Good morning. Anthropic is everywhere this morning — filing for an IPO, publishing a recursive self-improvement essay, and shipping an open-source security harness — which together read like a coordinated pre-IPO narrative. Elsewhere, a Berkeley failure-rate spike is reopening the debate over what LLMs are doing to students, and a quietly important arXiv paper asks whether transformers have been carrying unnecessary baggage for years.
Anthropic’s IPO pitch comes into focus. Daniela Amodei told TechCrunch that public markets are the natural home for the capital frontier labs need, citing $47 billion in annualized revenue in May (up from roughly $9 billion at the end of 2025) and an oversubscribed $65 billion raise at a $965 billion valuation. She brushed off enterprise ROI concerns as a learning-curve issue and defended the choice to rent compute rather than build, including a $1.25 billion/month deal with xAI that’s striking given the rivalry. As we noted Monday, the S-1 is already filed — now the roadshow narrative is taking shape.
Anthropic argues AI is already accelerating AI. A new Anthropic essay on recursive self-improvement claims engineers there now ship 8x more code per day and that AI task-completion horizons are doubling every four months. HN commenters weren’t buying it: lines-of-code is a notoriously bad productivity metric, the timing reads as IPO promotion, and several found the “if we don’t, someone else will” safety framing morally hollow. One commenter put it bluntly: regardless of whether Anthropic can build self-improving AI, the question is whether they should be allowed to without strict supervision.
And Anthropic open-sources a security harness. The company released a reference implementation for autonomous vulnerability discovery and patching with Claude, focused on C/C++ memory bugs via Docker and ASAN. The framing on HN is that it’s a “shop jig” — a starter kit pointing users toward the hosted Claude Security product, made obvious by the repo’s “not maintained, not accepting contributions” notice. One commenter noted the cost-of-building-your-own equation has shifted enough in two years that the harness itself is less interesting than the token economics behind it.
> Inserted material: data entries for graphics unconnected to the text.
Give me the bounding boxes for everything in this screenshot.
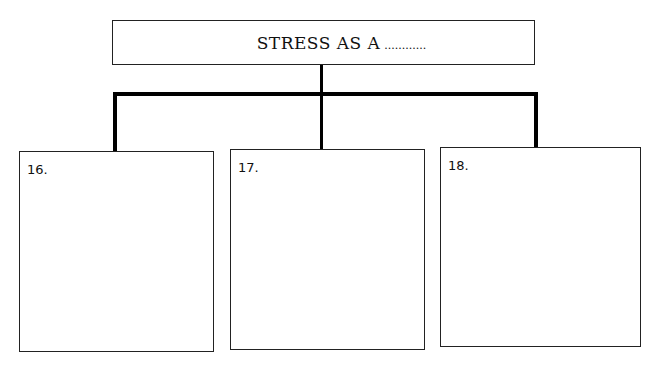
connector-right xyxy=(534,92,538,148)
answer-box-17: 17. xyxy=(230,149,425,350)
connector-middle xyxy=(320,92,323,150)
box-label-16: 16. xyxy=(27,162,48,177)
box-label-18: 18. xyxy=(448,158,469,173)
answer-box-18: 18. xyxy=(440,147,641,347)
answer-box-16: 16. xyxy=(19,151,214,352)
title-box: STRESS AS A............ xyxy=(112,20,535,65)
connector-left xyxy=(113,92,117,152)
connector-trunk xyxy=(320,65,323,95)
title-label: STRESS AS A xyxy=(257,33,381,53)
connector-horizontal xyxy=(113,92,538,96)
title-blank: ............ xyxy=(384,39,426,52)
title-text: STRESS AS A............ xyxy=(221,33,427,53)
box-label-17: 17. xyxy=(238,160,259,175)
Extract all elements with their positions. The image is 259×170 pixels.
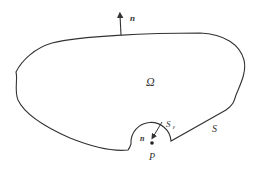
boundary-label-s: S [212, 123, 217, 134]
inner-normal-arrow [153, 122, 162, 137]
point-label-p: P [148, 151, 155, 162]
outer-normal-arrow [120, 15, 121, 35]
outer-normal-label: n [130, 13, 135, 23]
inner-normal-label: n [140, 134, 145, 143]
small-boundary-label-main: S [166, 119, 171, 129]
boundary-curve-s [16, 33, 245, 150]
small-boundary-label-sub: ε [173, 124, 176, 130]
domain-label-omega: Ω [146, 75, 155, 89]
boundary-diagram: n Ω S ε S n P [0, 0, 259, 170]
small-boundary-label: S ε [166, 119, 176, 130]
point-p-marker [150, 141, 154, 145]
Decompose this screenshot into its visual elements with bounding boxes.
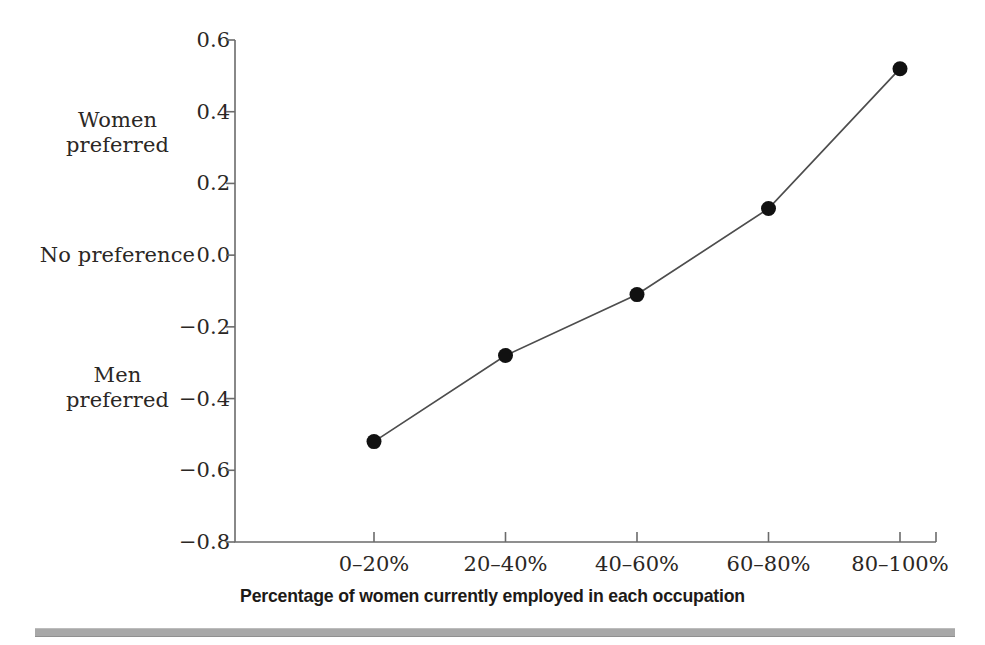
data-point-marker — [498, 348, 513, 363]
figure-container: Women preferred No preference Men prefer… — [0, 0, 985, 645]
data-point-marker — [367, 434, 382, 449]
axes — [226, 40, 936, 542]
data-series — [367, 61, 908, 449]
data-point-marker — [630, 287, 645, 302]
data-point-marker — [761, 201, 776, 216]
data-point-marker — [893, 61, 908, 76]
bottom-rule-divider — [35, 628, 955, 637]
plot-area — [0, 0, 985, 645]
x-axis-title: Percentage of women currently employed i… — [34, 585, 950, 607]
A QKV ablation paper questions transformer orthodoxy. An ICML 2026 paper, Do transformers need three projections?, finds that sharing keys and values (Q-K=V) cuts the KV cache by 50% at a 3.1% perplexity cost, and stacks with grouped query attention for up to 96.9% cache reduction. The catch, raised repeatedly on HN: the 1.2B model was trained on only 10B tokens, well below chinchilla-optimal, so whether the result holds at modern scales is unknown. One commenter suspects the exact attention mechanism matters less than how efficiently it runs on GPUs — the same story as the ReLU/GELU debate.
Berkeley’s CS failure rates jump. The Daily Cal reports that CS 10 and CS 61A saw spring 2026 failure rates of 35.3% and 10.6%, far above the department’s 7% guideline, with professor Dan Garcia blaming LLM-enabled cheating and homework crutch use leaving students unprepared for in-person exams. Nearly 30 CS 10 students were caught cheating. HN commenters flagged a buried lede: 1,300+ UC faculty are also petitioning to restore SAT/ACT requirements, citing math preparedness collapse since the tests were dropped. One CS professor described catching ChatGPT’d project submissions just by asking students to explain their architecture choices.
Quick hits. TSMC’s C.C. Wei told The Verge the company “can only support so much” AI chip demand, with US capacity expansion described as taking a “very long time” despite the $165 billion Arizona buildout. Sam Altman, Dario Amodei, Mustafa Suleyman, and Demis Hassabis signed an open letter — a follow-up to yesterday’s biosecurity push — asking Congress to mandate that synthetic DNA/RNA manufacturers screen orders for dangerous pathogen sequences. And MIT Tech Review reports that AI content in federal filings jumped from 1% to 18% over the past few years, with hallucinated citations now a routine problem and pro se litigation rising from 11% to 16.8% of cases — though using AI doesn’t appear to improve plaintiffs’ win rates.
That’s the morning. Watch whether Anthropic’s IPO filing dictates the tempo of these self-promotional safety essays — the pattern is getting hard to miss.